Posted by: catholicrelics | September 30, 2009

Summing up in Lancaster

An elderly couple walked along the path to the cathedral door, both of them using two walking sticks. Perhaps they summarised the kernel truth of the north-western segment of the tour of the relics of St Therese. They were elderly, infirm, unaccompanied and struggled to reach the cathedral. Yet they succeeded and were prepared to wait for however long it took for them to reach, touch and pray before the ornate casket at the front of the cathedral. They used walking sticks, but so many came in wheelchairs, some of them outside their home for the first time in years.

Carers accompanied many visitors and pilgrims. There was the woman with her three adult children, one of them blind and all three with an inherited condition that had affected their brains. What have been her joys and sorrows during a life that cannot have been easy, however readily she took all three to receive Communion?

There was the man in acute pain, who had travelled to pray for his friend, a soldier back from Afghanistan, who would be having both legs amputated the following day.

Who else? What about the veritable army of volunteers who took responsibility for countless cups of tea and biscuits, marshalling crowds for hours on end as they filed past the reliquary, pausing to pray and to touch the Perspex cover?

Neither could one forget the stalwart souls who stood in draughty doorways, handing out beautifully-printed leaflets for special liturgies, the result of meetings at perhaps inconvenient moments squeezed into an already busy daily schedule. Not every item in the programmes could be done as a ‘copy, cut and paste’ with a computer: someone spent time behind the scenes, typing, printing and collating, but also ensuring the presence of sufficient paper, printer toner and paper-folding volunteers.

Neither has life been an easy delegating task for the clergy. They might have occasionally been hidden managers, but they have also achieved a monumental work in coordinating parish trips to venues, organising round-the-clock confessions, covering for hospital chaplaincies and catering for numbers that have been way beyond anybody’s expectations. Manchester University Catholic Chaplaincy, for example, does not normally instigate a torchlight procession along the busiest road in Manchester, accommodate 2,000 for a night vigil and see youngsters collect no fewer than 1,000 free copies of booklets on Catholicism. Preston’s Carmel does not usually see 2,000 people walk through its doors in the space of four hours.

Lancaster Cathedral has welcomed 27 coachloads of Scots who have crossed the border in a united desire to join in with all that has taken place in the ‘County of the Martyrs’ to celebrate the presence of St Therese’s relics. Yet there have also been an equal number of coaches from south of the border parked in and around the cathedral.

In Lancaster, the steady stream of people up the steep hill and along narrow roads obscured the fact that many had faced the transport problems of all rural dweller. Buses that are infrequent and irregular often add several hours to a journey, creating logistical problems where there are children, the sick or the elderly to consider. Trains are few and far between. Transport alone transformed the journey of many individuals into a true pilgrimage. Often, pilgrims would have liked to stay longer once they reached the cathedral, which celebrates its 150th anniversary on Sunday, but knowing that their bus might be only hourly or even two-hourly demanded prayer with an eye on the time.

As the relics move from Lancaster towards Newcastle, there is an abiding feeling of warmth, kindness and generous commitment between people of all faiths and none, of all ages, shapes, sizes and nationalities. There have been no ‘big’ people or celebrities. There have only been those who saw themselves as ‘ordinary folk’, the ones who are often unseen or ignored by the rest of the world, but who are the mainstay of any parish. Two night vigils, one for priests and Religious, the other for young people, ensured that, at no time, was the Cathedral without those who reverenced Therese but who gave the greater glory to God.

At the same time, there is a sense that Therese has acted as a catalyst, allowing Catholics the opportunity to congregate, enjoy each other’s company, pray together and to ‘be Church’ in a unique way. There is a feeling of having had the opportunity to reclaim Catholic heritage, regardless of potential misunderstanding and criticism from outsiders … and to everybody’s surprise, the result has been amazingly positive and supportive from even the most unlikely media quarters. Believers and unbelievers will be left with a memory of a very special togetherness, a moment catalysed by the bones of a young Carmelite nun who died a century ago.

Lancaster looks back through two millennia of faith. As the casket draws away from the Cathedral, past Lancaster Gate, which created the six Lancaster Martyrs, heading towards Newcastle, there are only two words to sum up Therese’s visit to the city: ‘Thank God!’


### [Goal of the exercise]
What is needed is an exact copy of the lines in the listing below, from the one with "Locate an element" up to and including the one with "In order to", with no other lines.

### [Data shown]
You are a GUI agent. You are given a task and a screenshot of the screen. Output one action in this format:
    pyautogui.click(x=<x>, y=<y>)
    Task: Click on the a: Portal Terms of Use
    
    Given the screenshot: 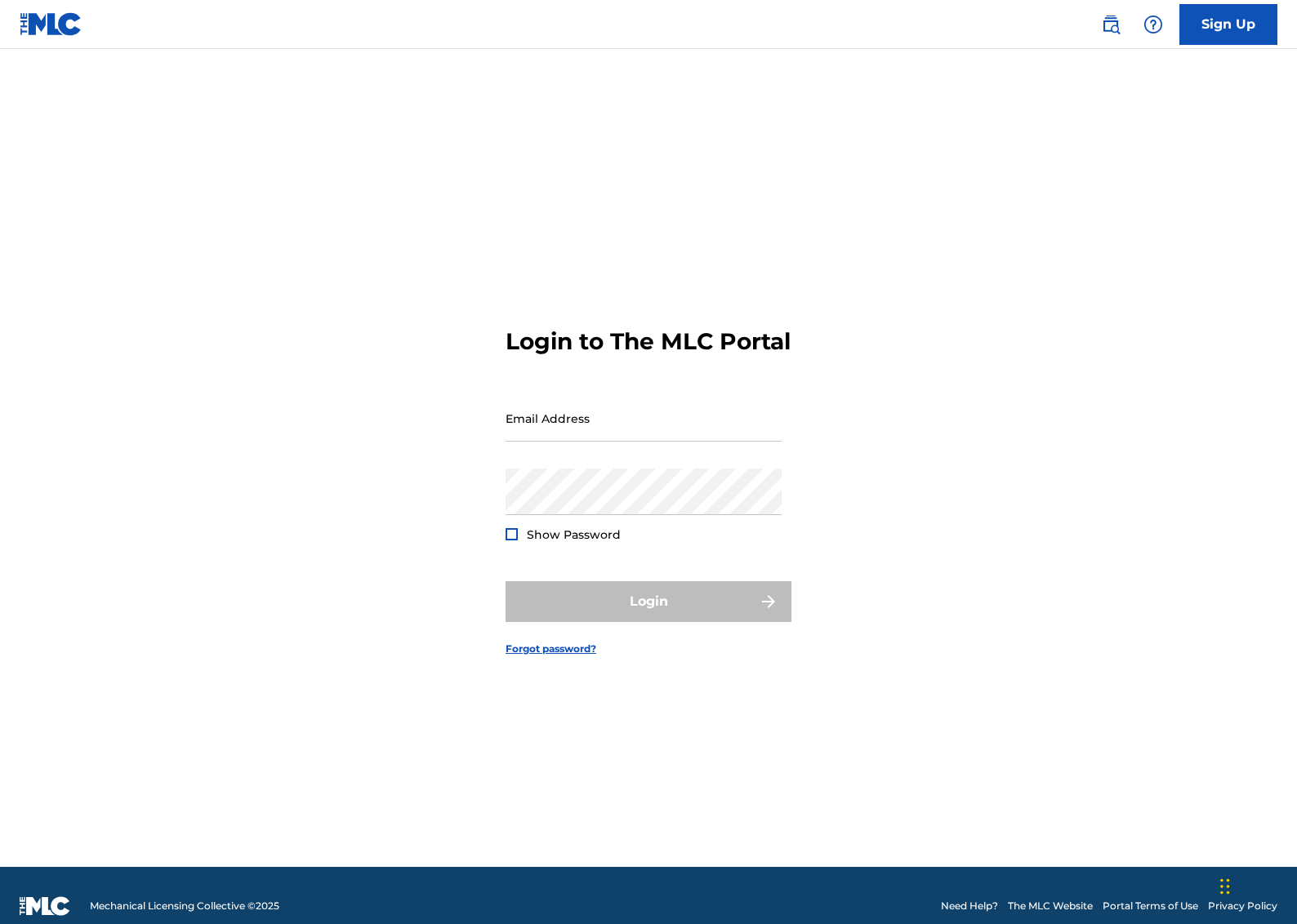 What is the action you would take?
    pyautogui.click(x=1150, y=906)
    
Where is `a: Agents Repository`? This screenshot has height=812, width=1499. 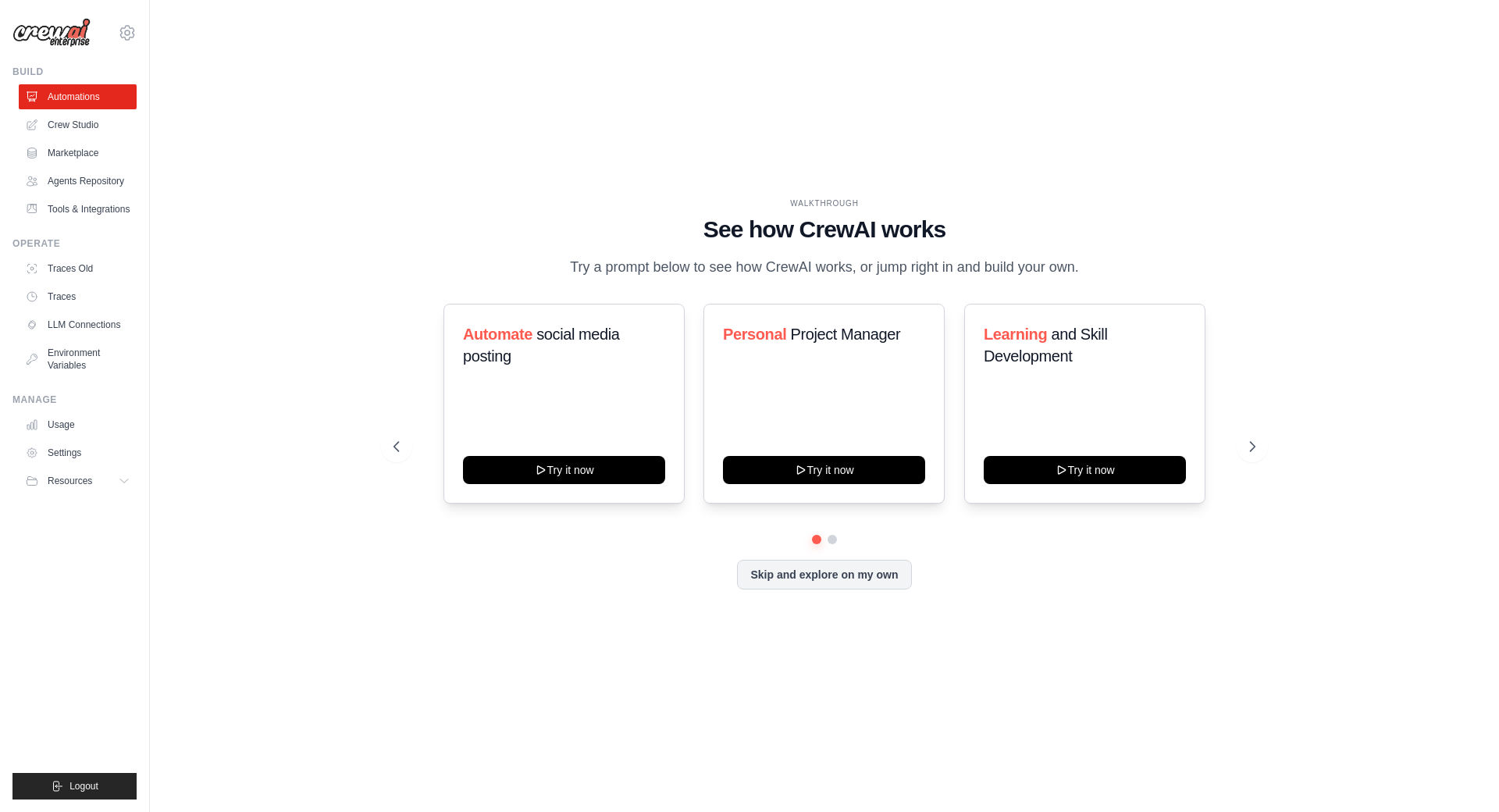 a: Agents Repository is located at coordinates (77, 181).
* * *
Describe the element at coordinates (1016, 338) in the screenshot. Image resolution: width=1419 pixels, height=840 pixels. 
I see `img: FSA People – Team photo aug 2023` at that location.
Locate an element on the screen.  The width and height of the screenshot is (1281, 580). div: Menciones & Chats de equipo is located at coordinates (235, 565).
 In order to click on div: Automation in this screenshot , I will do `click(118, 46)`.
==
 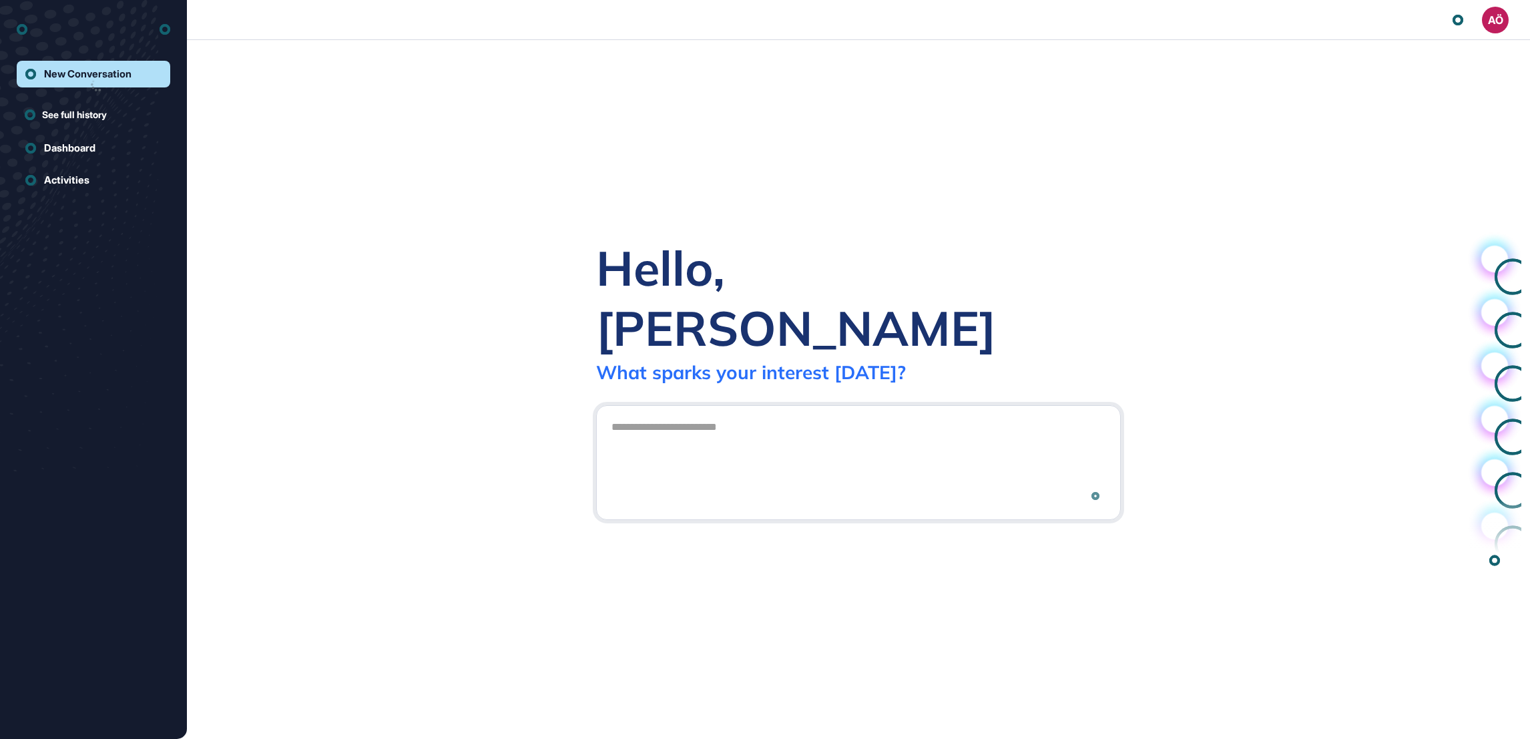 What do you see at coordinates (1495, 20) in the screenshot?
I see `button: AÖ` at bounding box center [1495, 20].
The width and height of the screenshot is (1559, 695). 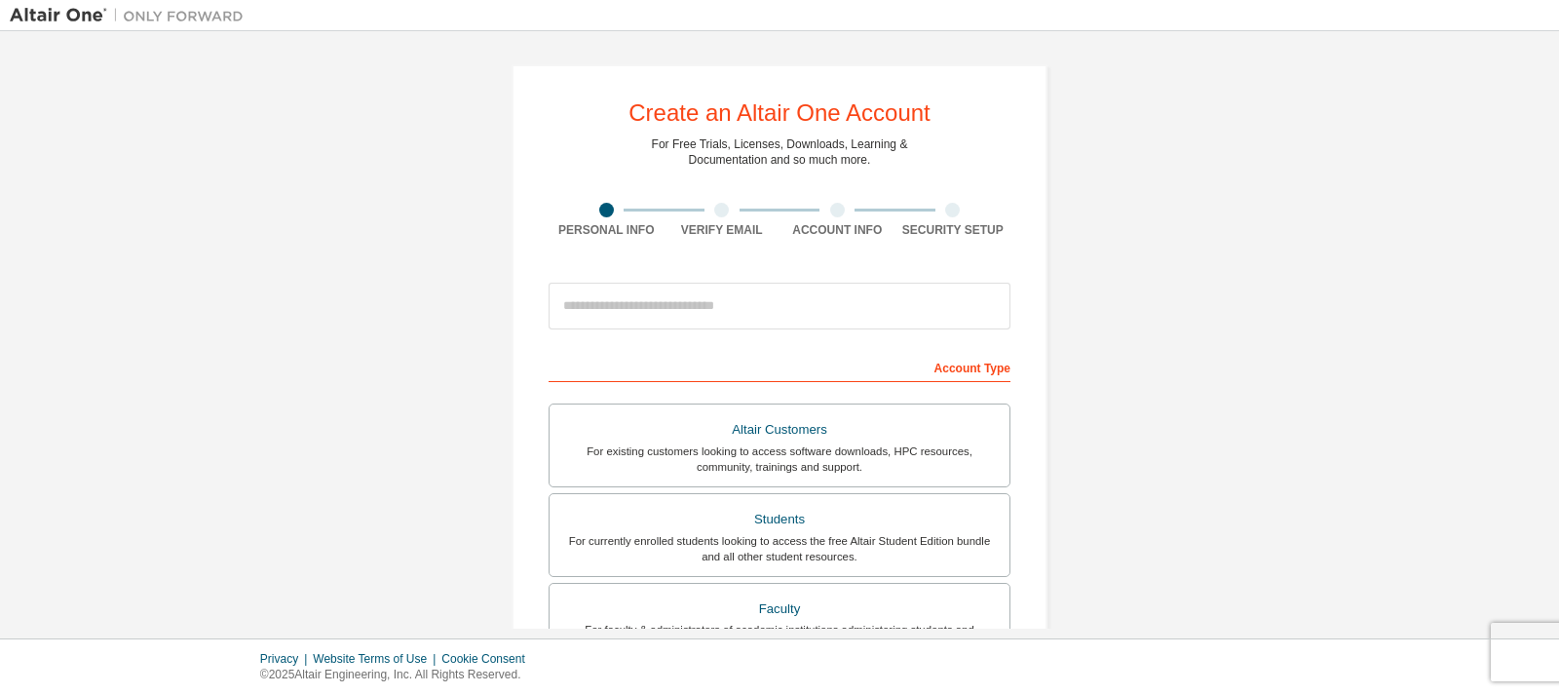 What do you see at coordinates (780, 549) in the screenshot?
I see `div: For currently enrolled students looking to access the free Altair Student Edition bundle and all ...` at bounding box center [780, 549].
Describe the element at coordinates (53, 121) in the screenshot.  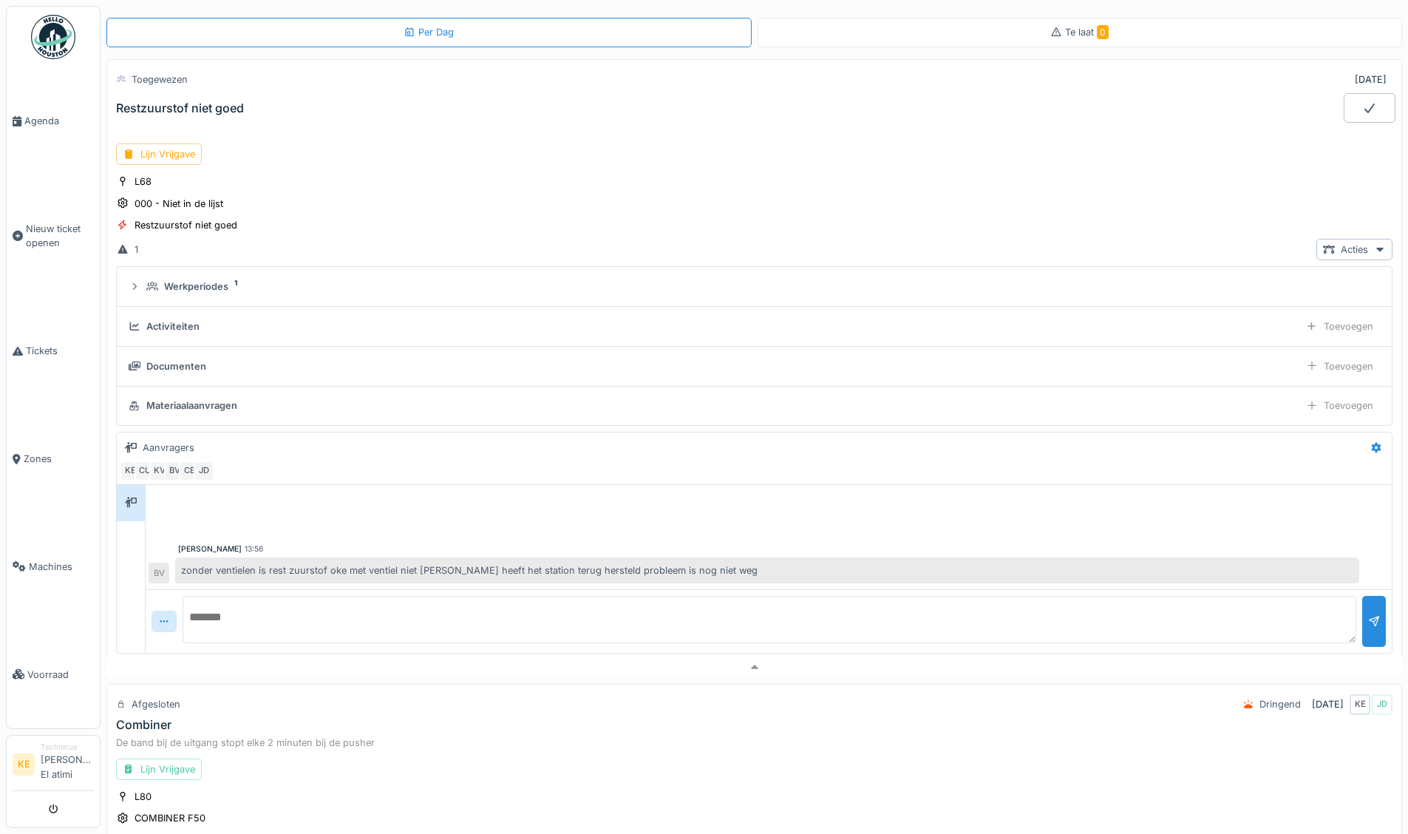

### [Expected answer]
Locate an element on the screen.  The width and height of the screenshot is (1281, 580). div: Menciones & Chats de equipo is located at coordinates (235, 565).
 In order to click on div: Automation in this screenshot , I will do `click(118, 46)`.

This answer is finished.